Report #70434
[gotcha] Showing AI chain-of-thought reasoning to build trust, but the reasoning doesn't reflect what the model actually computed
Never treat displayed chain-of-thought as an audit trail or faithful explanation of the model's reasoning; add UI disclaimers that reasoning is illustrative not verifiable; for genuine auditability, use external verification tools or human review, not the model's self-reported reasoning; consider showing reasoning only on explicit user request, not by default
Journey Context:
A common UX pattern is to show the AI's 'thinking' or reasoning steps to build user trust and help them verify the output — the logic being that if users can see how the AI arrived at an answer, they can validate it. But research demonstrates that chain-of-thought outputs are frequently unfaithful: the model produces reasoning that sounds plausible but doesn't correspond to how it actually arrived at the answer. Models can produce correct answers with wrong reasoning, or wrong answers with correct-sounding reasoning. This means showing reasoning can create false trust rather than informed trust — users think they've verified the process when they actually haven't. The counter-intuitive insight is that transparency \(showing reasoning\) can reduce true understanding when the reasoning is fabricated post-hoc. The alternative of hiding all reasoning sacrifices explainability. The right call is to treat shown reasoning as narrative context, not audit trail, and to build verification mechanisms that don't rely on the model's self-report.
⚠ Workarounds are unverified - always check before running. Confirmations show what worked for others, not a safety guarantee.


-- ACTIVITY --
Count the lines below that contain "Actual". Give only the number.

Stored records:
------------------------------------
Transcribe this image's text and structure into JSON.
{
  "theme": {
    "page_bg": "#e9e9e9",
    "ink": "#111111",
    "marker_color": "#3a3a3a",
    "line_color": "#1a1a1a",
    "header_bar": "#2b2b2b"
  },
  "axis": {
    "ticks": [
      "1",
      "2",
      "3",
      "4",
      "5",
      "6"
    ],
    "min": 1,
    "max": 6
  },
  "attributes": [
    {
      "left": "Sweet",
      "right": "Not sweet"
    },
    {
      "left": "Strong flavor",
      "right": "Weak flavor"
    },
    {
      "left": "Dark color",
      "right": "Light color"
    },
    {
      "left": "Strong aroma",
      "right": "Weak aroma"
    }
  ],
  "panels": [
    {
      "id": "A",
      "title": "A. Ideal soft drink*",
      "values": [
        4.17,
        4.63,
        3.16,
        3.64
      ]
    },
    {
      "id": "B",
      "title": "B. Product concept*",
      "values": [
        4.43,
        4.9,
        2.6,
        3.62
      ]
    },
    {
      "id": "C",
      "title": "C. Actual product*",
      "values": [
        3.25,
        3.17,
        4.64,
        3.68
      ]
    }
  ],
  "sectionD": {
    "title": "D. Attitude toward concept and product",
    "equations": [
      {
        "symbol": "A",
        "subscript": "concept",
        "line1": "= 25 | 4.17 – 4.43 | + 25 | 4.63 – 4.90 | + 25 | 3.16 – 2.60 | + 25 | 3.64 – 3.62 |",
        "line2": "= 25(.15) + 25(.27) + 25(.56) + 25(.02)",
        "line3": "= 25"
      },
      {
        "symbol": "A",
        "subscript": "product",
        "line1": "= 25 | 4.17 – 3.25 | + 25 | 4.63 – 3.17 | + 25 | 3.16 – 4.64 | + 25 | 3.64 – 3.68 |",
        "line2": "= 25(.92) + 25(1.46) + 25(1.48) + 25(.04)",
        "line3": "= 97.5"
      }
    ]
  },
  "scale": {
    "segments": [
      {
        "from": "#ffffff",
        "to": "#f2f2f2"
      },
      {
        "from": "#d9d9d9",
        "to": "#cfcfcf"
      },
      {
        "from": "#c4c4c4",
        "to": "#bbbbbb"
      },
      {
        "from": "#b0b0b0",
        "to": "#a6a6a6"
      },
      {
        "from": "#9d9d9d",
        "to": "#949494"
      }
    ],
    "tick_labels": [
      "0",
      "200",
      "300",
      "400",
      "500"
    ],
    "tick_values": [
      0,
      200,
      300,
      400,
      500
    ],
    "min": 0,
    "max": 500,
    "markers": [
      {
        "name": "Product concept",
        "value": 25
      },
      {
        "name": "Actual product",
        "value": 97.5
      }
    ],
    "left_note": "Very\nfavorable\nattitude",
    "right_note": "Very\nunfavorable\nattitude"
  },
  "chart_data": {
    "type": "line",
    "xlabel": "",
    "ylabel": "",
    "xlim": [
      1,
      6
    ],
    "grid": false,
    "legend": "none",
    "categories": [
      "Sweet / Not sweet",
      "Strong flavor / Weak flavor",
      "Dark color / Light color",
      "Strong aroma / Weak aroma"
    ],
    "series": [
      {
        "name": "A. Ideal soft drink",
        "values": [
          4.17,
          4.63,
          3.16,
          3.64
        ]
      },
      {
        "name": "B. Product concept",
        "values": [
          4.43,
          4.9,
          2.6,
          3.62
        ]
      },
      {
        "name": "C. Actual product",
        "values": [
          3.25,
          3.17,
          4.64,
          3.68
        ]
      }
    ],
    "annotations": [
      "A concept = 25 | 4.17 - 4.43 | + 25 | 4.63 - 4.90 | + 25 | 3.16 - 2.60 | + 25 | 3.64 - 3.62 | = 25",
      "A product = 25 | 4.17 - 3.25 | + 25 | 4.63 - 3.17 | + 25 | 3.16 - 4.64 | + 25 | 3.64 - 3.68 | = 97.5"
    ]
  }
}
------------------------------------
-- THE COMPLETED TASK --
3